Posted by Robert Merrill on October 6, 2010 under Agile Methods, Estimation, Project Set-Up, Waterfall (SDLC) |
Thank You to the three Wisconsin IIBA chapters who hosted the fourth annual WI BADD™ on Tuesday, 10/5/2010, and the firms that sponsored it. I met some new people and learned some new things, and I know that was a lot of work to put on.
Thanks also to the enthusiastic audience for my talk, “Room To Breathe: The Role of the BA in Shaping Early Project Expectations.” If you would like me to speak with your software sponsors or development group about the project target, estimation, and commitment problem, please contact me and we’ll set something up.
Several of you requested additional material on the estimation problem. Here are a few things:
Thanks again, everybody at WI BADD™, for a great day. I hope to see you again on Tuesday, 10/11/11.
Posted by Robert Merrill on May 4, 2010 under Agile Methods, Uncategorized |
I’m always on the lookout for where I need to be heading with my practice, and the idea of Agile User Experience Development is now on the short list.
I’ve been on teams with some fairly good usability/user experience people over the years, and they love the waterfall. Identify all the users, develop all the personas, and then make a complete set of wireframes and subject them to some level of user testing before doing a whole lot else. The result can be months of calendar time and up to 20% of the project budget gone, and you still don’t have any working code, and therefore the accompanying established team velocity that lets you hold the ever-present launch-date wolves at bay and keep the project from turning into a Death March. Read more of this article »
Posted by Robert Merrill on December 17, 2009 under Agile Methods, Waterfall (SDLC) |
Serhiy Kharytonov published a fine summary of software methodologies for non-technical leaders at Executive Brief. He makes several excellent observations, but he also perpetuates a destructive myth. I’ve worked with all three of Waterfall, RUP, and Agile, and here’s my take.
Excellent observations
Then, stay agile in the approach to the process itself, constantly looking back, re-evaluating and revising the development process until it fits your current circumstances most successfully.
If you learn nothing else from Serhiy and I, learn this. Change from a culture of blame-fixing to a culture of continuous improvement, with no political unmentionables, and you will get a lot more value for your software-development money, and everything else besides.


__WORK TO BE COMPLETED__
From the line with "The image size is (678, 507)." to the final line of the records, reproduce every line exactly and only those lines.

__STUDY MATERIAL__

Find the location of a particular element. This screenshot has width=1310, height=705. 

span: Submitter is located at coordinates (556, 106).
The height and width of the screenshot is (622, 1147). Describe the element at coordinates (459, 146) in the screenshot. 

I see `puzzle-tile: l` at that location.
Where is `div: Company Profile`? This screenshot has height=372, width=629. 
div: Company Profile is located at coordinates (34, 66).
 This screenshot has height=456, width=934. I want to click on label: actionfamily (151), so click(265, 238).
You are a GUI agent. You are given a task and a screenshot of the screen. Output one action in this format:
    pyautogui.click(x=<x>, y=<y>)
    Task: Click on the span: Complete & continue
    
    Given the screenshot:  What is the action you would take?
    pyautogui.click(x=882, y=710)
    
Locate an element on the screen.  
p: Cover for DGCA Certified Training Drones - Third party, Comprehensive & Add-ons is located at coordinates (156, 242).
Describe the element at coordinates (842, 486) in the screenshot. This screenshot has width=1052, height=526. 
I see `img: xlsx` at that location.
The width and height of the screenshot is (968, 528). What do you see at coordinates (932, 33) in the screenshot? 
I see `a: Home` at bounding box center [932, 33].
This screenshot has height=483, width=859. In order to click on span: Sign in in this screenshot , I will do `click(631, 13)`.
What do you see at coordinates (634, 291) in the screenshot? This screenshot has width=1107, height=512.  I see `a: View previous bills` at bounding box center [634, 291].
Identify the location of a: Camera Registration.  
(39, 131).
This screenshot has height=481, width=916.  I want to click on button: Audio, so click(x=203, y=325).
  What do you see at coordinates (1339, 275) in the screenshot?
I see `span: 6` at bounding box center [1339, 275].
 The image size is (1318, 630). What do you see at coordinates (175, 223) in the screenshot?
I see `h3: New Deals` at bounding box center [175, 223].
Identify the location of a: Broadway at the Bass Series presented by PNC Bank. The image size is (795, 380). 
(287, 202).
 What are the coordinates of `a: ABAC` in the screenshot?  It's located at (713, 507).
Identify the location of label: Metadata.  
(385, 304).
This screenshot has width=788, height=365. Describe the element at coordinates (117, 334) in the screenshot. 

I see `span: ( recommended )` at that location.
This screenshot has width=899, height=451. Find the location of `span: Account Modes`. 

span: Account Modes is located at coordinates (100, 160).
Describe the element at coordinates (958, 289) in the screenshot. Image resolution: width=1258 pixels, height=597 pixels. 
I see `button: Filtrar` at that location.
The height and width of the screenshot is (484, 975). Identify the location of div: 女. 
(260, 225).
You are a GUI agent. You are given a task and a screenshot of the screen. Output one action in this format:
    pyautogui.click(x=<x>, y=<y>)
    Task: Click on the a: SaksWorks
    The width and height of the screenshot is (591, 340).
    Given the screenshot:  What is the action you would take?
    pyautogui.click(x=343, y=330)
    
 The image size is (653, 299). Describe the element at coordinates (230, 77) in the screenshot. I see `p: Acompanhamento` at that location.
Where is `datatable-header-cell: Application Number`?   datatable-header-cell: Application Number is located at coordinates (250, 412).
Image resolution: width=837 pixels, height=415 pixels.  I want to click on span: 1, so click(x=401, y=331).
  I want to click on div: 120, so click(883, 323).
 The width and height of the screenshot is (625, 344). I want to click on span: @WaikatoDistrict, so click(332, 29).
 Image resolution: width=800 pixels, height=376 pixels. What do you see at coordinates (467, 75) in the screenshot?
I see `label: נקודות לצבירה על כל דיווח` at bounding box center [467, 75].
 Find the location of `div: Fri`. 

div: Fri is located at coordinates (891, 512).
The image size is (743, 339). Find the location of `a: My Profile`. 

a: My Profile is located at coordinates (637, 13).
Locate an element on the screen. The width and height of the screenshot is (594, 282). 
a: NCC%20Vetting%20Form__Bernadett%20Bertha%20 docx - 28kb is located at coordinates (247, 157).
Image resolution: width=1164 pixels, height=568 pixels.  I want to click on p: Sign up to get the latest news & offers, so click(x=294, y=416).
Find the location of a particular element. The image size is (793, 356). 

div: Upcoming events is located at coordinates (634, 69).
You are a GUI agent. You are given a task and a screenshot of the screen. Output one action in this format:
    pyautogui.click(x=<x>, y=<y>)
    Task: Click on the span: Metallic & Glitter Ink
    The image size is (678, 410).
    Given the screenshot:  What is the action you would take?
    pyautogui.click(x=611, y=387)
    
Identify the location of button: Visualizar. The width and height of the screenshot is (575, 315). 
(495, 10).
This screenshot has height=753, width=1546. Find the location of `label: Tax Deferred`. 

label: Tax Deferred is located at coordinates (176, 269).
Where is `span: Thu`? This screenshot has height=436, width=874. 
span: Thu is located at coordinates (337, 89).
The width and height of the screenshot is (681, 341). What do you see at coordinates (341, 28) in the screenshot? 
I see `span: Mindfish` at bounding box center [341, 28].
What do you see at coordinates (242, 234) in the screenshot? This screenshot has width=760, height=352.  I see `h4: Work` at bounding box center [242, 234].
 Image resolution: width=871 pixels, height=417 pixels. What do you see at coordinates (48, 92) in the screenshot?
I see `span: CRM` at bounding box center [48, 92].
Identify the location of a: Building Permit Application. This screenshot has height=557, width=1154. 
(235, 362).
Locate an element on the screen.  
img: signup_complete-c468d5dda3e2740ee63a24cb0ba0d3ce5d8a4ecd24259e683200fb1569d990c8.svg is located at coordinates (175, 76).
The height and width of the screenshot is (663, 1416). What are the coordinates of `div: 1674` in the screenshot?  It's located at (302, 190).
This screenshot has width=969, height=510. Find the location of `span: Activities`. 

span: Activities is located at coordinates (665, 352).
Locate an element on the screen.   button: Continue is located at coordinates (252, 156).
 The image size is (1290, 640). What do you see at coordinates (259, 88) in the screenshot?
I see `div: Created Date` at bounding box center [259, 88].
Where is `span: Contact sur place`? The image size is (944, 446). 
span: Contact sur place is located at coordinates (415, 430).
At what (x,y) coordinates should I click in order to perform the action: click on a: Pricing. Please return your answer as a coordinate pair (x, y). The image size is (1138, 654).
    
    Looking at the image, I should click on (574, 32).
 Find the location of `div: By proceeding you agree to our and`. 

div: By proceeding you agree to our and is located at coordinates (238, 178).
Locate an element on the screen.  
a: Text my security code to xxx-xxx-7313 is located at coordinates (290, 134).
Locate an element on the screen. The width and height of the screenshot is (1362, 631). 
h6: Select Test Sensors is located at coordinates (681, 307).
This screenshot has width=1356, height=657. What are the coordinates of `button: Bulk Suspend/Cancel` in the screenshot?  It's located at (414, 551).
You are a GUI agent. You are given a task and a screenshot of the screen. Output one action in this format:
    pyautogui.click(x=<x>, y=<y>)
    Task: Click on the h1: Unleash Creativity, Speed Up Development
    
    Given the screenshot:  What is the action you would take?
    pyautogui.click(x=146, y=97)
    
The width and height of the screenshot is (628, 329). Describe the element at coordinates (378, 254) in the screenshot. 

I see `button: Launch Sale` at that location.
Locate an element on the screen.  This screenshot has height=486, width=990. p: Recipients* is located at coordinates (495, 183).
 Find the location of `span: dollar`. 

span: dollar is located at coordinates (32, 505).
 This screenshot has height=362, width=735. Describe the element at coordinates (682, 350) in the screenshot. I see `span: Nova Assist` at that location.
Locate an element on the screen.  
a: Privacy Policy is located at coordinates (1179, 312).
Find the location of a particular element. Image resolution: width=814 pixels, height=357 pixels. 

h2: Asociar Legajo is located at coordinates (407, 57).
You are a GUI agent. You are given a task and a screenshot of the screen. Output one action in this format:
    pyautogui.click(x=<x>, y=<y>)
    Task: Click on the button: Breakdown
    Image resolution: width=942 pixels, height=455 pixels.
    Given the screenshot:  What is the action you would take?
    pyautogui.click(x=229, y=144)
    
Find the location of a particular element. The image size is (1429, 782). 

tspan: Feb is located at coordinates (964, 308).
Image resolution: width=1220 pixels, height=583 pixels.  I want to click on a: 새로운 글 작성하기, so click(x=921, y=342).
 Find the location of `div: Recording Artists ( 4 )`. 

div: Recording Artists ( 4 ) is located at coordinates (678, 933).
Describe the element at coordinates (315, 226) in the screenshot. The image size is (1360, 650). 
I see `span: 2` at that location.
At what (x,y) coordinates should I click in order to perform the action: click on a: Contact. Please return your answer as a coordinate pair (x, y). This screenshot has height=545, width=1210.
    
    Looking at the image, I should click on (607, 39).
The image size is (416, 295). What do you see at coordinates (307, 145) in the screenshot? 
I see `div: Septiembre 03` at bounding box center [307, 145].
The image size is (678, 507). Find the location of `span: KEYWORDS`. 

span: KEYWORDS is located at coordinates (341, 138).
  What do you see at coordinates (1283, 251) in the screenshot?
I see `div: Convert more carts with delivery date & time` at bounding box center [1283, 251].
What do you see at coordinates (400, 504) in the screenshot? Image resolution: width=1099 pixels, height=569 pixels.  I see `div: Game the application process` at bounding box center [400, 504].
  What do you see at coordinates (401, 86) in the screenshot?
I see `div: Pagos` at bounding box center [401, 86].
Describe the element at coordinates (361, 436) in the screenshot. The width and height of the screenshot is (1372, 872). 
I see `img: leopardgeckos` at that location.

__SOLUTION TO THE PROBLEM__
The image size is (678, 507). Find the location of `span: KEYWORDS`. 

span: KEYWORDS is located at coordinates (341, 138).
  What do you see at coordinates (1283, 251) in the screenshot?
I see `div: Convert more carts with delivery date & time` at bounding box center [1283, 251].
What do you see at coordinates (400, 504) in the screenshot? Image resolution: width=1099 pixels, height=569 pixels.  I see `div: Game the application process` at bounding box center [400, 504].
  What do you see at coordinates (401, 86) in the screenshot?
I see `div: Pagos` at bounding box center [401, 86].
Describe the element at coordinates (361, 436) in the screenshot. The width and height of the screenshot is (1372, 872). 
I see `img: leopardgeckos` at that location.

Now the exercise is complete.